Only then did she realise the opening into the hollow was too regular to be natural, and that there actually was some sort of structure built above it. Something weighted with a cross-section of tallowwood trunk, with perhaps a crumpled leather chute and several sharpened stakes. It was disguised by a net of leaves and bark, but it was there.

“Is it a trap?” she asked Esse, putting her hand out to his arm, half to steady herself and half to get his attention. “A trap to catch the demon?”

“One of my own invention.” He did not sound proud, or excited, or doubtful. He sounded far away as though envisioning what would happen. “Inside the hollow, the bait is suspended by a rope. When the rope is pulled, the door will close. Can you see?”

He pulled Unar close and put her on the other side of him, pointing to the mechanism, and Unar could see. She was impressed by it, actually, but wouldn’t give him the satisfaction of saying so.

“The weights will serve two functions. One, to drive the stakes into the holes I have made for them, deeply so that the demon cannot brush the door aside. It can dig out with its claws, given time, but by then the chute will have diverted the river’s edge, directing the water into the hole. It will fill to the brim in mere seconds and the demon will drown.”

“I’m glad,” Unar said slowly, “that if we had to fall into one of your traps, it was the net and glue trap, and not this one. You’ve kept your word, to keep us safe.”

“I am glad,” Esse said, “that you see the necessity now.”

“Wait. There’s no metal in the trap. Surely you didn’t use my little bore-knife to make that hollow.”
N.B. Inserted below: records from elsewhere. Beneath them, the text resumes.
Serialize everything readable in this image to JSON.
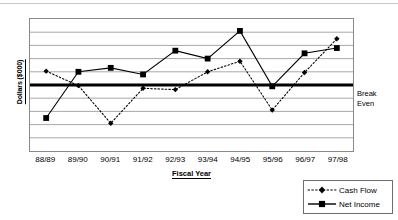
{
  "chart_data": {
    "type": "line",
    "title": "",
    "xlabel": "Fiscal Year",
    "ylabel": "Dollars ($000)",
    "categories": [
      "88/89",
      "89/90",
      "90/91",
      "91/92",
      "92/93",
      "93/94",
      "94/95",
      "95/96",
      "96/97",
      "97/98"
    ],
    "series": [
      {
        "name": "Cash Flow",
        "style": "dotted",
        "marker": "diamond",
        "color": "#000000",
        "values": [
          1.05,
          -0.05,
          -2.9,
          -0.25,
          -0.35,
          1.0,
          1.8,
          -1.9,
          0.95,
          3.5
        ]
      },
      {
        "name": "Net Income",
        "style": "solid",
        "marker": "square",
        "color": "#000000",
        "values": [
          -2.5,
          1.0,
          1.3,
          0.8,
          2.6,
          2.0,
          4.1,
          -0.1,
          2.4,
          2.8
        ]
      }
    ],
    "ylim": [
      -5,
      5
    ],
    "y_gridline_values": [
      5,
      4,
      3,
      2,
      1,
      0,
      -1,
      -2,
      -3,
      -4,
      -5
    ],
    "y_tick_labels_shown": false,
    "grid": true,
    "legend_position": "bottom-right",
    "annotations": [
      {
        "name": "break-even",
        "text_line1": "Break",
        "text_line2": "Even",
        "value": 0,
        "style": "thick-horizontal-rule"
      }
    ]
  },
  "legend": {
    "items": [
      {
        "label": "Cash Flow"
      },
      {
        "label": "Net Income"
      }
    ]
  },
  "annotation": {
    "break_even_line1": "Break",
    "break_even_line2": "Even"
  },
  "colors": {
    "ink": "#000000",
    "grid": "#a8a8a8",
    "frame": "#8a8a8a"
  }
}
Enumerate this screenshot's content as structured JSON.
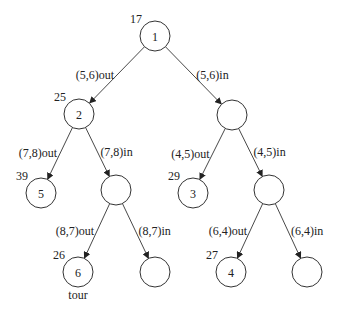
{
  "diagram": {
    "type": "branch-and-bound-tree",
    "nodes": [
      {
        "id": "n1",
        "label": "1",
        "cost": "17",
        "note": ""
      },
      {
        "id": "n2",
        "label": "2",
        "cost": "25",
        "note": ""
      },
      {
        "id": "nR",
        "label": "",
        "cost": "",
        "note": ""
      },
      {
        "id": "n5",
        "label": "5",
        "cost": "39",
        "note": ""
      },
      {
        "id": "nL2",
        "label": "",
        "cost": "",
        "note": ""
      },
      {
        "id": "n3",
        "label": "3",
        "cost": "29",
        "note": ""
      },
      {
        "id": "nR2",
        "label": "",
        "cost": "",
        "note": ""
      },
      {
        "id": "n6",
        "label": "6",
        "cost": "26",
        "note": "tour"
      },
      {
        "id": "nL3",
        "label": "",
        "cost": "",
        "note": ""
      },
      {
        "id": "n4",
        "label": "4",
        "cost": "27",
        "note": ""
      },
      {
        "id": "nR3",
        "label": "",
        "cost": "",
        "note": ""
      }
    ],
    "edges": [
      {
        "from": "n1",
        "to": "n2",
        "label": "(5,6)out"
      },
      {
        "from": "n1",
        "to": "nR",
        "label": "(5,6)in"
      },
      {
        "from": "n2",
        "to": "n5",
        "label": "(7,8)out"
      },
      {
        "from": "n2",
        "to": "nL2",
        "label": "(7,8)in"
      },
      {
        "from": "nR",
        "to": "n3",
        "label": "(4,5)out"
      },
      {
        "from": "nR",
        "to": "nR2",
        "label": "(4,5)in"
      },
      {
        "from": "nL2",
        "to": "n6",
        "label": "(8,7)out"
      },
      {
        "from": "nL2",
        "to": "nL3",
        "label": "(8,7)in"
      },
      {
        "from": "nR2",
        "to": "n4",
        "label": "(6,4)out"
      },
      {
        "from": "nR2",
        "to": "nR3",
        "label": "(6,4)in"
      }
    ]
  }
}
“No.” Esse unclipped his harness from the rope. He undid the knots and allowed that end to fall. Unar supposed he would haul it back up when they stood again at the railing. The S-shaped piece of metal, he held in front of her face. “Here is your knife. I lost my other piece when we sawed through the yellowrain tree.”

“I see.”

He tucked it into his pocket and turned away from her. Then he crouched again, one foot in front of the other on the narrow branch.
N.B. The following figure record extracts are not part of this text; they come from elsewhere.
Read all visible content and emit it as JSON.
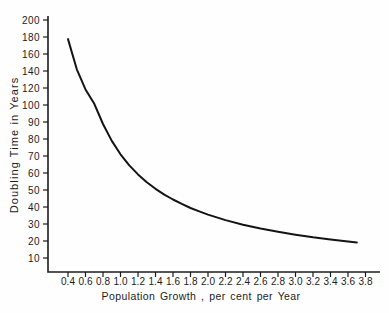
{
  "chart_data": {
    "type": "line",
    "title": "",
    "xlabel": "Population Growth , per cent per Year",
    "ylabel": "Doubling Time in Years",
    "x_tick_labels": [
      "0.4",
      "0.6",
      "0.8",
      "1.0",
      "1.2",
      "1.4",
      "1.6",
      "1.8",
      "2.0",
      "2.2",
      "2.4",
      "2.6",
      "2.8",
      "3.0",
      "3.2",
      "3.4",
      "3.6",
      "3.8"
    ],
    "y_tick_labels": [
      "200",
      "180",
      "160",
      "140",
      "120",
      "100",
      "90",
      "80",
      "70",
      "60",
      "50",
      "40",
      "30",
      "20",
      "10"
    ],
    "x_range": [
      0.4,
      3.8
    ],
    "y_axis_note": "non-uniform scale: equal tick spacing, 20-unit steps from 100 to 200, 10-unit steps from 10 to 100",
    "grid": false,
    "legend": "none",
    "series": [
      {
        "name": "doubling-time-curve",
        "points": [
          [
            0.4,
            177.5
          ],
          [
            0.5,
            142.0
          ],
          [
            0.6,
            118.3
          ],
          [
            0.7,
            101.4
          ],
          [
            0.8,
            88.8
          ],
          [
            0.9,
            78.9
          ],
          [
            1.0,
            71.0
          ],
          [
            1.1,
            64.5
          ],
          [
            1.2,
            59.2
          ],
          [
            1.3,
            54.6
          ],
          [
            1.4,
            50.7
          ],
          [
            1.5,
            47.3
          ],
          [
            1.6,
            44.4
          ],
          [
            1.7,
            41.8
          ],
          [
            1.8,
            39.4
          ],
          [
            1.9,
            37.4
          ],
          [
            2.0,
            35.5
          ],
          [
            2.2,
            32.3
          ],
          [
            2.4,
            29.6
          ],
          [
            2.6,
            27.3
          ],
          [
            2.8,
            25.4
          ],
          [
            3.0,
            23.7
          ],
          [
            3.2,
            22.2
          ],
          [
            3.4,
            20.9
          ],
          [
            3.6,
            19.7
          ],
          [
            3.7,
            19.2
          ]
        ]
      }
    ],
    "line_color": "#141414",
    "axis_color": "#1c1c1c",
    "background": "#fefefe"
  }
}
“Hold on to me. We must climb back up.”

Worried that any sudden moves would send them hurtling to their deaths, Unar slowly eased her weight onto his back. No sooner had her feet left the branch than Esse took a quick skip, hop, and jump to the right hand side of the hollow, away from the river, and there was the soft sound of his forearm spines sliding out of their sheaths.

Then, the axe-biting sound and shuddering impact of Esse embedding himself in the bark of the tree.

Unar tucked her face into the back of his neck as splinters flew. Swiftly and steadily, Esse climbed.

She thought, How those red-and-yellow puffed-up parrots calling themselves soldiers of Odelland would tremble at the sound of a hundred Understorians climbing their precious king’s blue quandong tree.

And she stifled a laugh.

Had she gone crazy? Whose side was she on? The barrier would keep Esse and his ilk from Odelland. From Ehkisland. From Audblayinland. From all of Canopy. It was trespass there that had seen Hasbabsah made a slave, her spines broken.

Yet the magic bed of the decrepit princess was the neck bone of an Old God, Hasbabsah said. There had to be a way through the barrier.

Unar became aware of the heat and movement of Esse’s muscles. His arms and legs seeming untiring. Both his thighs together made up the width of one of hers, yet he didn’t labour for breath. When he lifted one knee to stick his shin spines into the tree, she thought again that he had the longest shanks she’d ever seen on a man or woman. Edax had long legs, but not so thin. He hadn’t wanted to remove all his clothing, but Unar had made him when they had been together during their lessons. She’d wanted to see all of the non-owl parts of him as clearly as possible by meagre moon-and starlight. There had been knife-scars on his skin, sparse body hair, and very little padding, but several knotted veins had stood out on his calves, and his no-longer-youthful knees had been cracked and saggy.